McCasford slept on the bed, his face turned away from her. She moved softly forward, not wishing to wake him, and knelt by the foot of the bed, lifting the loose floorboard. She drew out one of the heavy gold pokes and opened it, spilling some of the loose gold grains into her palm, turning them in the light. Half of this was hers; and she thought of Jim Brand, and silently laughed at Wayne Lutz’s tarnished offers.
She sifted the gold back into the sack and let it slip to the floor; she rose and walked to the window and slid open the sash, pushing the shutters back. Outside, snowflakes whirled from the sky. There was one tiny spot where the slow gold pallor of the sun was at last beginning to burn through the dense overhang of clouds. She closed the window but left the shutters open, and stood with her arms folded across her breasts looking outward.
That storm was ending; the storm of excitement within her was only beginning.

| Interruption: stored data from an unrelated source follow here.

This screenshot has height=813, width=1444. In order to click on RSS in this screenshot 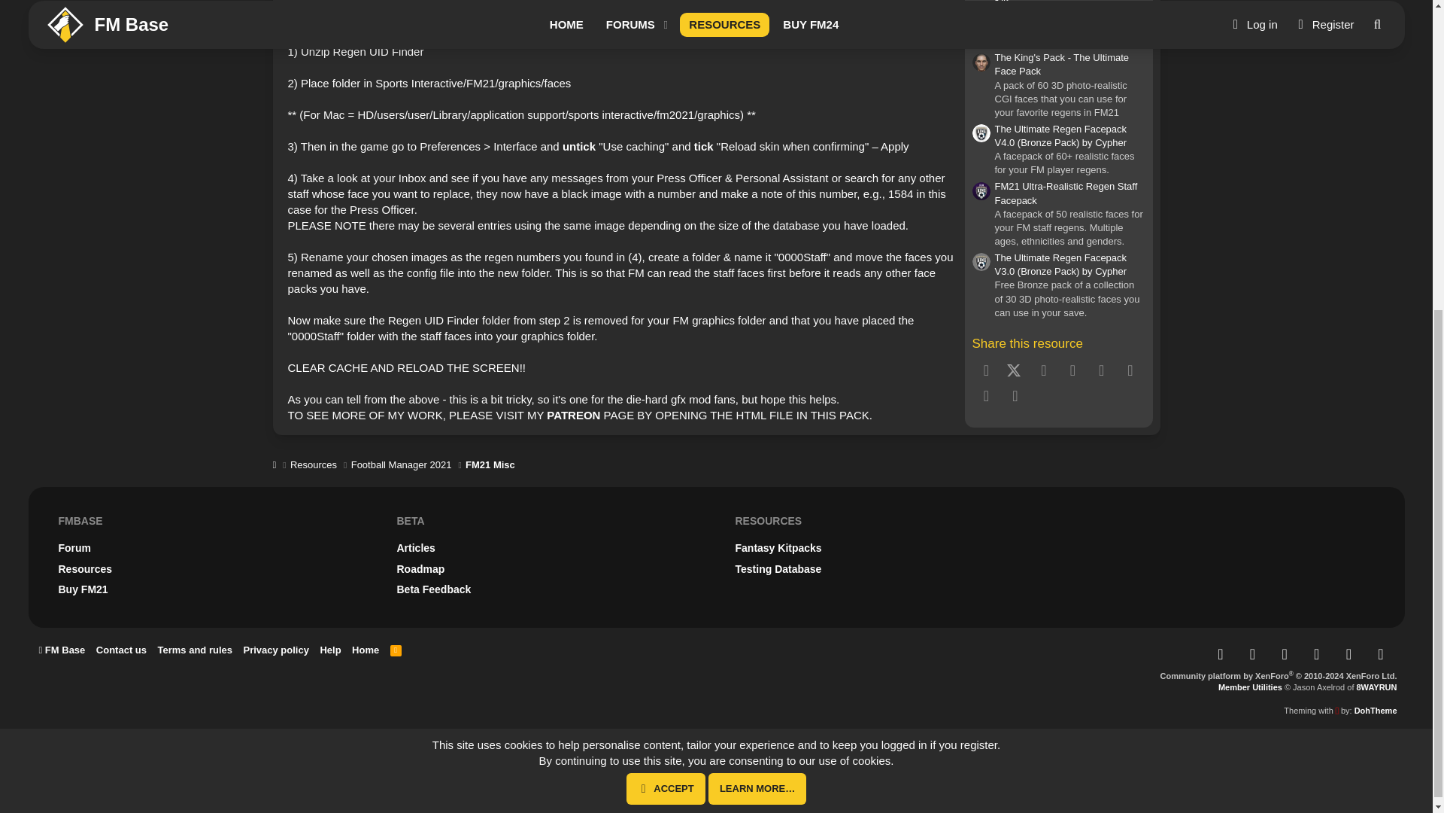, I will do `click(396, 649)`.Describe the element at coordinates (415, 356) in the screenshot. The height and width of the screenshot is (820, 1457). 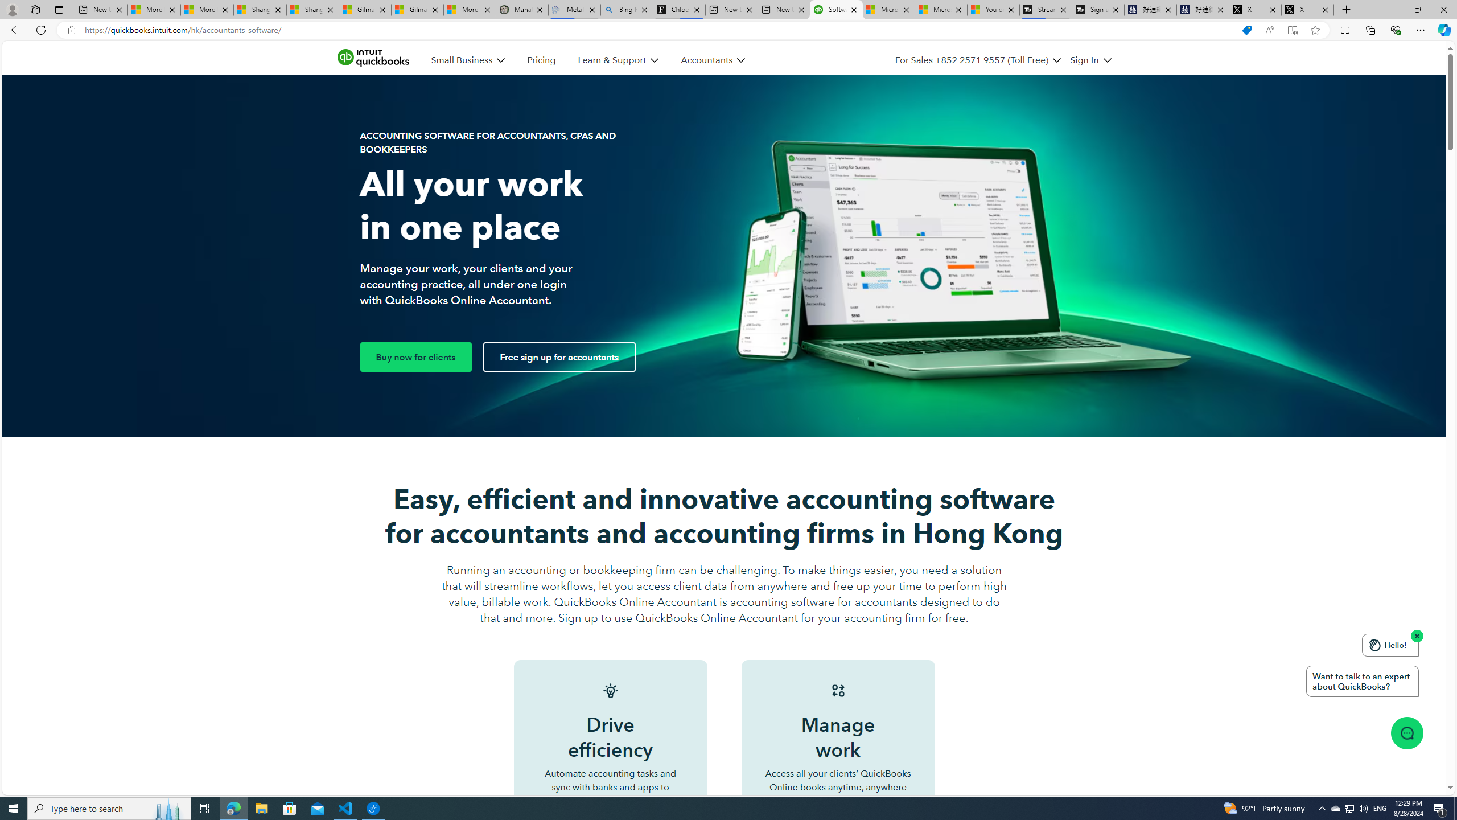
I see `Buy now for clients` at that location.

She tasted the bittersweet warmth of tha
t thought and followed her hopes through distant speculative paths.
“Hello.”
It was McCasford’s voice; it shattered her dreams and turned her around. He had not moved on the bed. He was smiling up at her and with some pity she noticed the drawn pale sketch of his broad cheeks. He said, “I guess I’ll pull through now.”
“Sure you will,” she said. “Did you ever doubt it?”
“When that slug spun me around I thought I was done.”
“Did you see who fired it?”
“No,” he said, “No, damn it.”
“They’ll find him,” she murmured. “Sooner or later he’ll be caught, and he’ll pay for it.”
He looked past her at the window. “Storm’s died away, hey?”
“Yes.”
“That’s good,” he said. His voice was weak but steady. “Michaela?”
“What is it?”
He did not speak for a moment and so she went closer to him and knelt down beside the bed, searching his face. He licked his dry lips and looked away with a kind of shyness that pleased her; it came to her that no matter what he had done, he had in him the core of a gentleman. She was glad she had trusted him last night. He rolled his head and stared at the ceiling and spoke slowly: “Last night, when you were dressing the wound, I saw the way you looked at Brand. He’s the one, isn’t he?”
“If he wants me,” she said honestly.
“Well, then,” he said tonelessly, “good luck to you, Michaela.”
She saw then that he was hurt by it. She put a gentle hand on his shoulder; all she could say was, “I’m sorry, Billy.”
“No. You’ve got nothin’ to be sorry for. Neither had he.”
“And neither do you, Billy. You’ve had some bad turns, but don’t feel sorry for yourself.”
“Sure,” he said; she could not tell if there was an edge of dryness on his tone. “I’ll make out all right.”